According to the Freeswitch developpers, Asterisk is using a home made DNS resolver.

This resolver is synchronous, this means that a query need to be finished before to continue. This explain why Asterisk lock during the DNS timeout. Queries must be completed one at a time which slows everything down and generaly make the server fully unusable.

Freeswitch is using the Sofia SIP stack, where DNS queries are asynchronous. This means that in case of DNS problems, this does not produce a complete standstill like in Asterisk. Only the trunk where DNS fail cannot be opened.

This confirm the general feeling i have from Asterisk : the software has not been developped with industrial strenght, like this should be the case for a telephony software, being opensource or commercial.

Asterisk is certainly working nicely when using Digium cards, but as soon as we try to make full IP telephony, this does not work really well. Or at least we need to use some workaround to avoid problems.

I think that using IAX is not the best solution.

  1. IAX is missing TCP support, this is important for full IP telephony on DSL WAN networks.

  2. IAX cause some problems with signalisation mapping. Even in the SIP world, full IP telephony is far from been standardized regarding signaling (very often we receive congestion instead of busy, or vice versa) . Using IAX for provider links make things more worst.

As you know, telephony service cannot suffered from interuptions for professional use as well as for home use. Simply because in the first case the company rely on it for sales, and in the second case we rely on it for urgency calls.

A service level of at least 99.98 % (ideally 99,998 % like most of the POTS providers in our country) should be targeted.
A service level of 99.98 % is about 8 minutes of down time during one month.

Today this level of service is not possible to achieve with only one VoIP provider. This show that signaling is very important, because in case of a trunk failure, it is very important that Asterisk got the right signaling to try or not the next trunk.

A second big problem we have with all VoIP software is the lack of support for bandwith reservation. In some cases, this can produce missed calls with bad signalisation, or even cause problems on active calls.

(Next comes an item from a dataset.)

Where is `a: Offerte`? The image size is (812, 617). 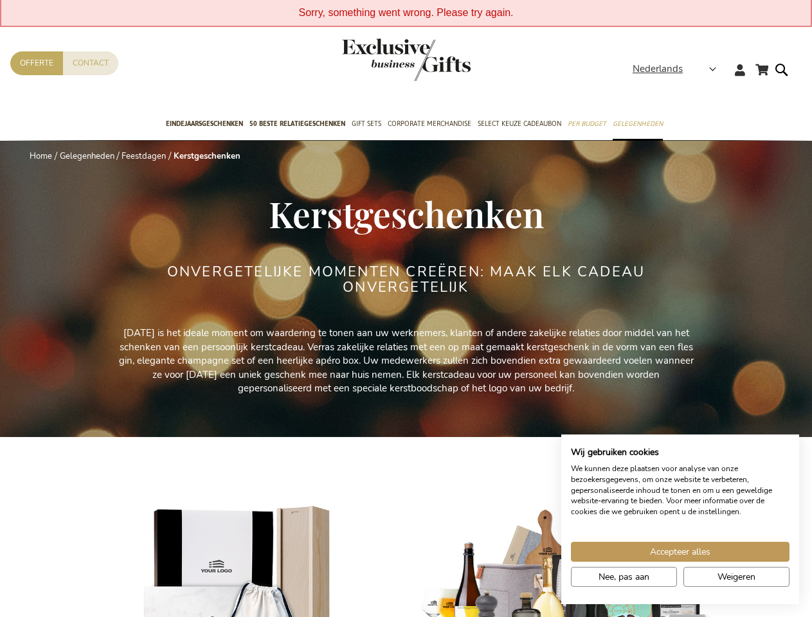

This problem to me eyes need to be adressed in futur SIP software versions, as it will never be possible to mimic the service level of POTS without a serious bandwith reservation support.

Olivier ADLER
FRANCE IP

If your provider has DNS down for two days then it’s time to find another provider as mail and almost every other service uses dns.

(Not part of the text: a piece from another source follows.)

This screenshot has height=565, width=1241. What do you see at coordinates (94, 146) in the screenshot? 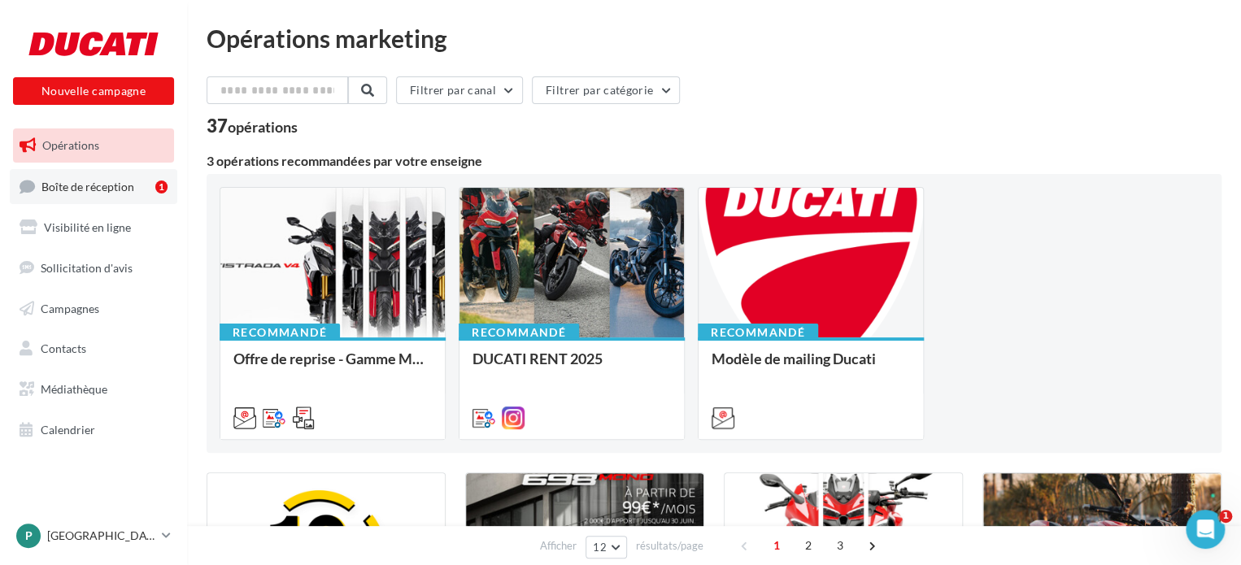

The other solution is to install a full blown DNS server that does it’s own root server look ups. It’s not that hard then you are in control of your DNS server.

A caching name server uses less CPU time and bandwidth then regular name server which is why many people install a caching name server.

  1. Just reject the 53 udp&tcp port in case of internet outage with iptables rule.
    e.g: iptables -I OUTPUT -p udp -m udp --dport 53 -j REJECT iptables -I OUTPUT -p tcp -m tcp --dport 53 -j REJECT iptables -I OUTPUT lo -p udp -m udp --dport 53 -j ACCEPT iptables -I OUTPUT lo -p tcp -m tcp --dport 53 -j ACCEPT

  2. Use dnsmasq (DNS proxy) with some tricks:

    /etc/resolv.conf only contain: search aaaaaaaaaaaaaa.aa nameserver 127.0.0.1

    /etc/resolv.dnsmasq: nameserver 208.67.222.222 (or any other real recursive DNS server) nameserver 208.67.220.220

    /etc/dnsmasq.conf fit your needs and: resolv-file=/etc/resolv.dnsmasq address=/aaaaaaaaaaaaaa.aa/127.0.0.1

If you use DHCP client or PPP connection then the original resolv.conf could be automatically changed. So you must overwrite it all time (by script). Maybe use chattr.

Results: asterisk will not slow down

  1. answer will be unknown host inmediately.
  2. e.g: try to ping example.com. In case of internet outage, example.com will fail, so after 2-5sec by the “search” option example.com.aaaaaaaaaaaaaa.aa will be queried. After that the answer will be 127.0.0.1.

If the DNS server could be reachable, then the correct ip will be resolved.